As for falling towers, so for contagion. My first reaction — indeed, my only reaction, as a writer — to the onset of masks, lockdown, tests, and so forth, was to mail my editor in London and urge him not to publish, in a year or so, any ‘corona novels’. He promised not to; but someone will. They’ll have titles like ‘The Covid Chronicles’ or ‘Journal of the Plague Year’, and they’ll all be awful. If you want to read about contagion, read Ovid’s account of the plague at Aegina, or Mary Shelley’s The Last Man, or almost anything by William Burroughs — or, in a German context, Thomas Mann’s The Magic Mountain. In the case of this last text, you might well find that what’s most interesting about Mann’s take on illness is — as for Zidane-Gordon-Parreno — the way it disrupts received models of time. When you are ill in bed, muses the tubercular Hans Castorp,
‘All the days are nothing but the same day repeating itself – or rather, since it is always the same day, it is incorrect to speak of repetition; a continuous present, an identity, an everlastingness – such words as these would better convey the idea. They bring you your midday broth, as they brought it yesterday and will bring it tomorrow; and it comes over you – but whence or how you do not know, it makes you quite giddy to see the broth coming in – that you are losing a sense of the demarcation of time, that its units are running together, disappearing; and what is being revealed to you as the true content of time is merely a dimensionless present in which they eternally bring you the broth.’
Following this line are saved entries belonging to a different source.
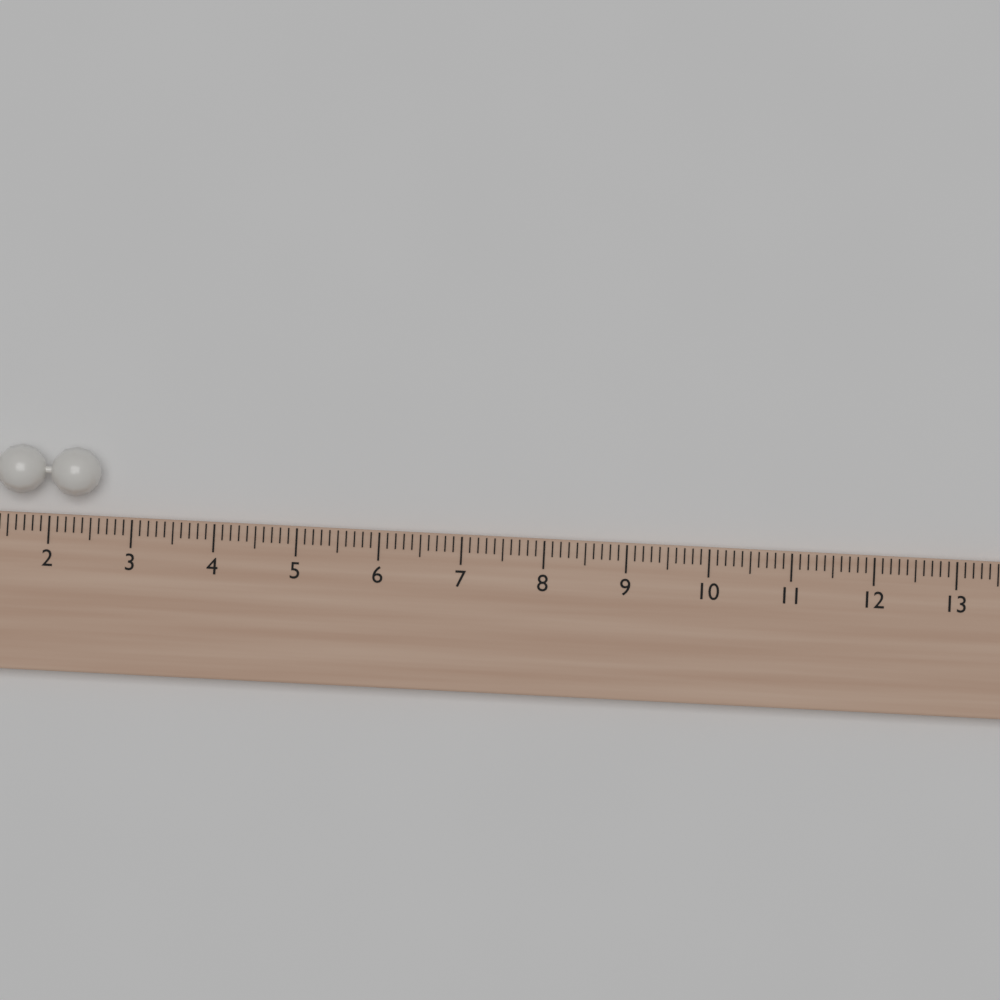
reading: 2.6 (no unit)
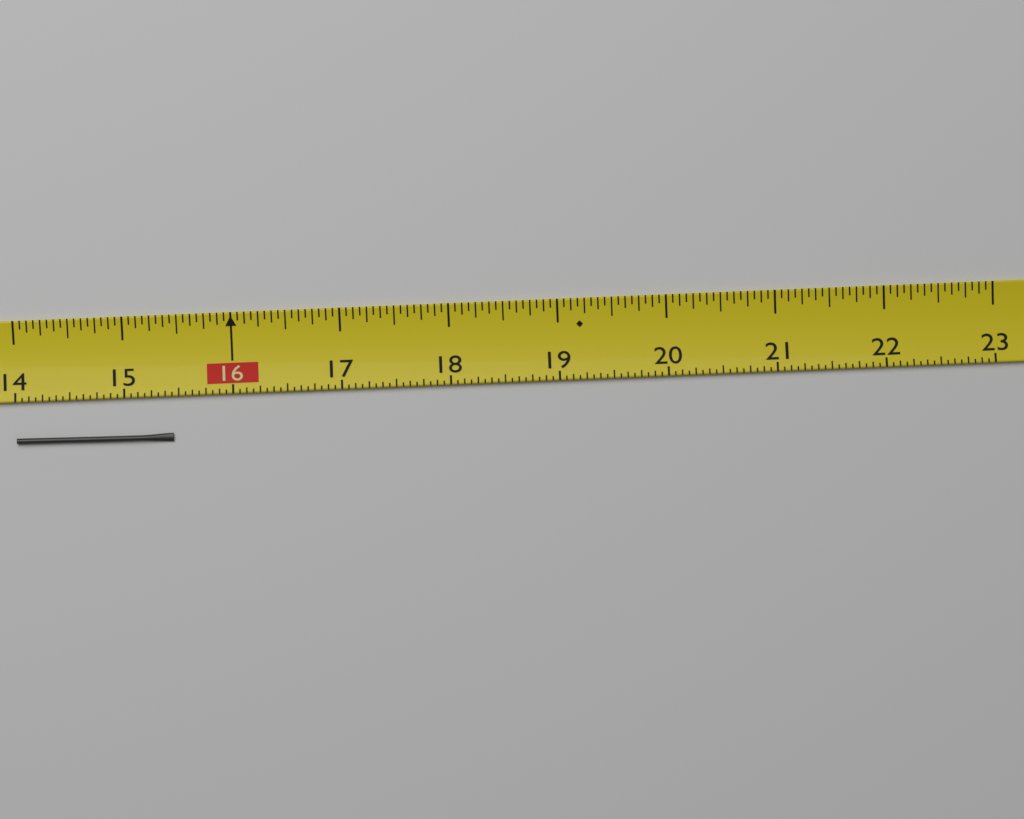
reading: 15.4375 (no unit)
A similar disruption is described by Maurice Blanchot — linear temporality, our grasp on it through consciousness and representation, our aspiration that through these last two we might enter into, take possession of, even command some kind of future, all being overturned by an event so fundamentally, so foundationally disruptive that it could be said to contain the characteristics and dimensions proper to illness, violence, death and all order of calamity yet at the same time to exceed all these, looming about us in a spectral mass to which we can can give no other name than, vaguely and almost sacredly, ‘the disaster’. ‘We are,’ he writes,
‘on the edge of the disaster without being able to situate it in the future: it is rather always already past, and yet we are on the edge or under the threat, all formulations which would imply the future – that which is yet to come – if the disaster were not that which does not come, that which has put a stop to every arrival. To think the disaster (if this is possible, and it is not possible inasmuch as we suspect that the disaster is thought) is to have no longer any future in which to think it.’
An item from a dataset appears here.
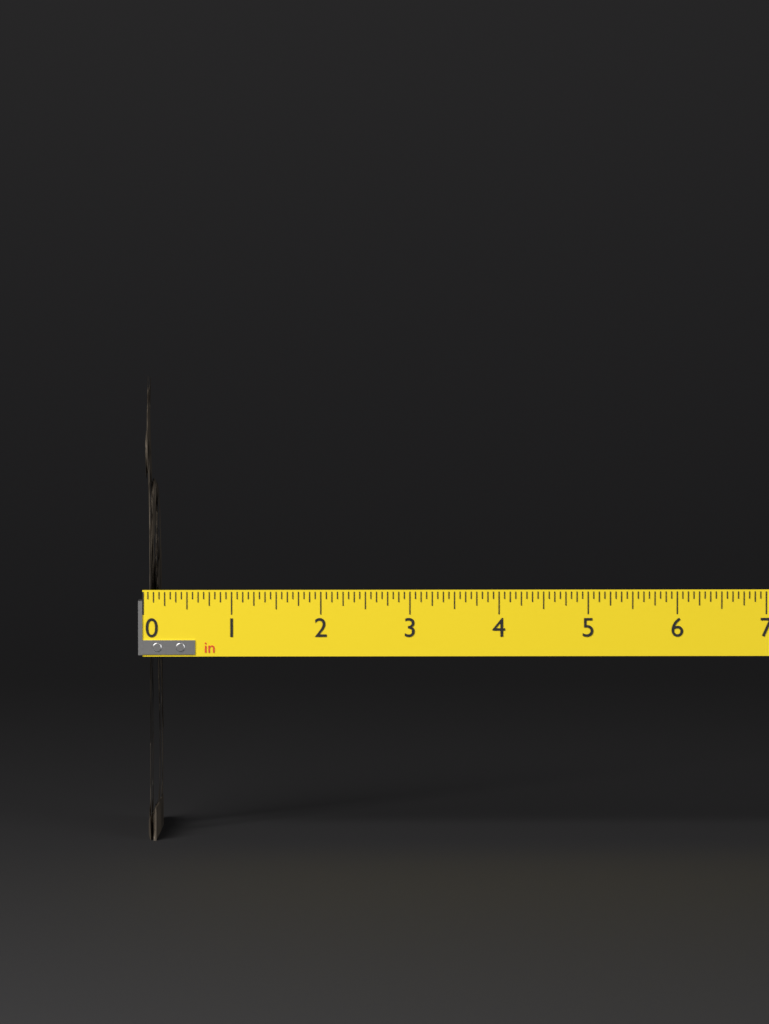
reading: 0.1875 in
The title of the work in which these lines appear is ‘The Writing of the Disaster’, and its central thought is that the art of writing should be understood as standing, always, in relation to this overwhelming presence, which is also overwhelming and abyssal absence, negative totality from which it will never extricate itself and yet which it can neither contain within writerly commentary. The disaster is what writing orbits round; the disaster is itself already writing and writing’s undoing (it ‘de-scribes’, claims Blanchot — that is, writes and unwrites in one and the same act). In a gesture that for me harks back, not so much to Graves’s Celtic poets as to the sub-linguistic rhythm that both underpins their iteration and carries, with each repetition, the spectre of its, and their, own end, he adds, in an admonition that I’ll take as my cue to surrender to dead air:
‘To want to write: what an absurdity. Writing is the decay of the will, just as it is the loss of power, and the fall of the regular fall of the beat, the disaster again.’
About the artist
Tom McCarthy is a novelist whose work has been translated into more than 20 languages. His debut Remainder (2005) was adapted for the cinema. His novels C (2010) and Satin Island (2015) were Booker Prize finalists. He has held visiting professorships at Columbia University, the Royal College of Art and Städelschule. He contributes regularly to The New York Times, London Review of Books, Harper's, and Artforum. In 2013 he was awarded the Windham-Campbell Prize for fiction by Yale University.